I have a huge dataset with 679 rows and 16 columns with 30 % of missing values. So I decided to impute this missing values with the function impute.knn from the package impute and I got a dataset with 679 rows and 16 columns but without the missing values.
But now I want to check the accuracy using the RMSE and I tried 2 options:
- load the package
hydroGOF
and apply thermse
function sqrt(mean (obs-sim)^2), na.rm=TRUE)
In two situations I have the error: errors in sim .obs: non numeric argument to binary operator.
This is happening because the original data set contains an NA
value (some values are missing).
How can I calculate the RMSE if I remove the missing values?

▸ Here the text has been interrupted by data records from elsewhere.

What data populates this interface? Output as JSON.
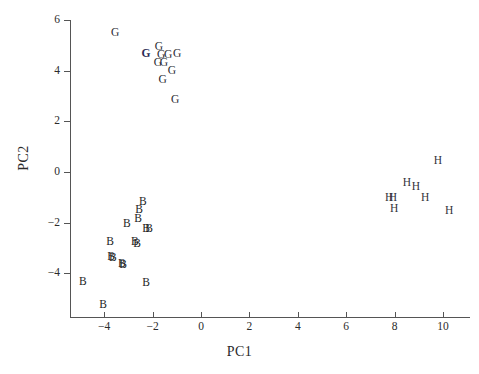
{
  "chart_data": {
    "type": "scatter",
    "title": "",
    "xlabel": "PC1",
    "ylabel": "PC2",
    "xlim": [
      -5.4,
      11.1
    ],
    "ylim": [
      -5.8,
      6.6
    ],
    "xticks": [
      -4,
      -2,
      0,
      2,
      4,
      6,
      8,
      10
    ],
    "xtick_labels": [
      "−4",
      "−2",
      "0",
      "2",
      "4",
      "6",
      "8",
      "10"
    ],
    "yticks": [
      -4,
      -2,
      0,
      2,
      4,
      6
    ],
    "ytick_labels": [
      "−4",
      "−2",
      "0",
      "2",
      "4",
      "6"
    ],
    "grid": false,
    "legend": "none",
    "marker_style": "text-label",
    "groups": [
      {
        "name": "G",
        "label": "G",
        "color": "#2b2b33",
        "points": [
          {
            "x": -3.55,
            "y": 5.5
          },
          {
            "x": -1.74,
            "y": 4.94
          },
          {
            "x": -2.27,
            "y": 4.66
          },
          {
            "x": -1.65,
            "y": 4.62,
            "bold": false
          },
          {
            "x": -1.36,
            "y": 4.62
          },
          {
            "x": -0.99,
            "y": 4.66
          },
          {
            "x": -1.78,
            "y": 4.31
          },
          {
            "x": -1.53,
            "y": 4.31
          },
          {
            "x": -1.2,
            "y": 3.99
          },
          {
            "x": -1.58,
            "y": 3.64
          },
          {
            "x": -1.07,
            "y": 2.85
          }
        ],
        "bold_point": {
          "x": -2.27,
          "y": 4.66
        }
      },
      {
        "name": "B",
        "label": "B",
        "color": "#1d1d1d",
        "points": [
          {
            "x": -2.4,
            "y": -1.19
          },
          {
            "x": -2.56,
            "y": -1.5
          },
          {
            "x": -2.6,
            "y": -1.86
          },
          {
            "x": -3.06,
            "y": -2.06
          },
          {
            "x": -2.27,
            "y": -2.25
          },
          {
            "x": -2.15,
            "y": -2.25
          },
          {
            "x": -3.76,
            "y": -2.77
          },
          {
            "x": -2.73,
            "y": -2.77
          },
          {
            "x": -2.64,
            "y": -2.85
          },
          {
            "x": -3.72,
            "y": -3.36
          },
          {
            "x": -3.64,
            "y": -3.4
          },
          {
            "x": -3.27,
            "y": -3.64
          },
          {
            "x": -3.22,
            "y": -3.68
          },
          {
            "x": -4.88,
            "y": -4.35
          },
          {
            "x": -2.27,
            "y": -4.39
          },
          {
            "x": -4.05,
            "y": -5.26
          }
        ]
      },
      {
        "name": "H",
        "label": "H",
        "color": "#33333a",
        "points": [
          {
            "x": 9.79,
            "y": 0.43
          },
          {
            "x": 8.51,
            "y": -0.43
          },
          {
            "x": 8.88,
            "y": -0.59
          },
          {
            "x": 7.77,
            "y": -1.03
          },
          {
            "x": 7.93,
            "y": -1.03
          },
          {
            "x": 9.26,
            "y": -1.03
          },
          {
            "x": 7.98,
            "y": -1.46
          },
          {
            "x": 10.25,
            "y": -1.54
          }
        ]
      }
    ]
  },
  "axes": {
    "x_title": "PC1",
    "y_title": "PC2"
  }
}
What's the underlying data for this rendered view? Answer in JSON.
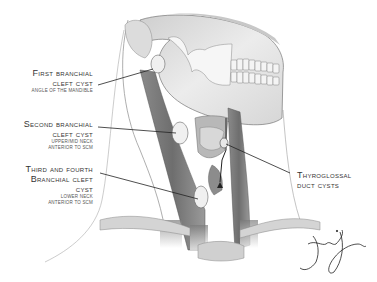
{
  "figure": {
    "labels": [
      {
        "id": "first-branchial",
        "title_lines": [
          "First branchial",
          "cleft cyst"
        ],
        "sub_lines": [
          "Angle of the mandible"
        ]
      },
      {
        "id": "second-branchial",
        "title_lines": [
          "Second branchial",
          "cleft cyst"
        ],
        "sub_lines": [
          "Upper/mid neck",
          "anterior to SCM"
        ]
      },
      {
        "id": "third-fourth-branchial",
        "title_lines": [
          "Third and fourth",
          "Branchial cleft",
          "cyst"
        ],
        "sub_lines": [
          "Lower neck",
          "anterior to SCM"
        ]
      },
      {
        "id": "thyroglossal",
        "title_lines": [
          "Thyroglossal",
          "duct cysts"
        ],
        "sub_lines": []
      }
    ],
    "signature": "artist-signature",
    "colors": {
      "ink": "#333333",
      "muscle": "#7a7a7a",
      "bone": "#e2e2e2",
      "cyst": "#f0f0f0",
      "background": "#ffffff"
    }
  }
}
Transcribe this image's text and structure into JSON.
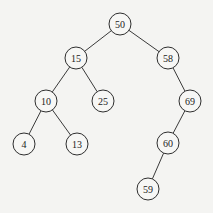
{
  "diagram": {
    "type": "binary-search-tree",
    "colors": {
      "background": "#f4f4f2",
      "node_fill": "#f7f7f5",
      "stroke": "#2e2e2e",
      "text": "#222222"
    },
    "node_radius": 11,
    "nodes": [
      {
        "id": "n50",
        "label": "50",
        "x": 120,
        "y": 24
      },
      {
        "id": "n15",
        "label": "15",
        "x": 76,
        "y": 58
      },
      {
        "id": "n58",
        "label": "58",
        "x": 168,
        "y": 58
      },
      {
        "id": "n10",
        "label": "10",
        "x": 46,
        "y": 101
      },
      {
        "id": "n25",
        "label": "25",
        "x": 103,
        "y": 101
      },
      {
        "id": "n69",
        "label": "69",
        "x": 190,
        "y": 101
      },
      {
        "id": "n4",
        "label": "4",
        "x": 24,
        "y": 144
      },
      {
        "id": "n13",
        "label": "13",
        "x": 77,
        "y": 144
      },
      {
        "id": "n60",
        "label": "60",
        "x": 168,
        "y": 143
      },
      {
        "id": "n59",
        "label": "59",
        "x": 148,
        "y": 189
      }
    ],
    "edges": [
      {
        "from": "n50",
        "to": "n15"
      },
      {
        "from": "n50",
        "to": "n58"
      },
      {
        "from": "n15",
        "to": "n10"
      },
      {
        "from": "n15",
        "to": "n25"
      },
      {
        "from": "n58",
        "to": "n69"
      },
      {
        "from": "n10",
        "to": "n4"
      },
      {
        "from": "n10",
        "to": "n13"
      },
      {
        "from": "n69",
        "to": "n60"
      },
      {
        "from": "n60",
        "to": "n59"
      }
    ]
  }
}
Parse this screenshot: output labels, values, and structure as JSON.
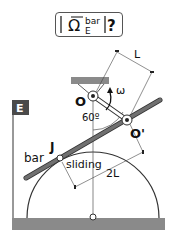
{
  "title": {
    "symbol": "Ω",
    "superscript": "bar",
    "subscript": "E",
    "question": "?"
  },
  "labels": {
    "frame": "E",
    "pivot_fixed": "O",
    "pivot_moving": "O'",
    "angle": "60º",
    "omega": "ω",
    "bar": "bar",
    "contact_point": "J",
    "contact_type": "sliding",
    "dim_short": "L",
    "dim_long": "2L"
  },
  "colors": {
    "ground": "#8a8a8a",
    "bar": "#707070",
    "frame_label_bg": "#4a4a4a",
    "line": "#333333"
  }
}
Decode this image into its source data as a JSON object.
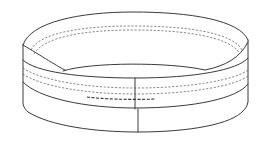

Then obs
and sim
will have different sizes.
How about simply...
Obviously assuming your dataframe is called
df
and you have to decide on your N ( i.e.nrow(df)
includes the two rows with missing data; do you want to exclude these from N observations? I'd guess yes, so instead ofnrow(df)
you probably want to usesum( !is.na(df$measure) )
) or, following @Joshua justThe rmse() function in R package hydroGOF has an NA-remove parameter:
which, according to the documentation, does the expected when
na.rm
is TRUE:"When an ’NA’ value is found at the i-th position in obs OR sim, the i-th value of obs AND sim are removed before the computation."
Without a minimal reproducible example, it's hard to say why that didn't work for you.
If you want to eliminate the missing values before you input to the hydroGOF::rmse() function, you could do:
assuming you have the "simulated" (imputed) and "observed" (original) data sets in different data frames named df.sim and df.obs, respectively, that were created from the same original data frame so have the same dimensions and row names.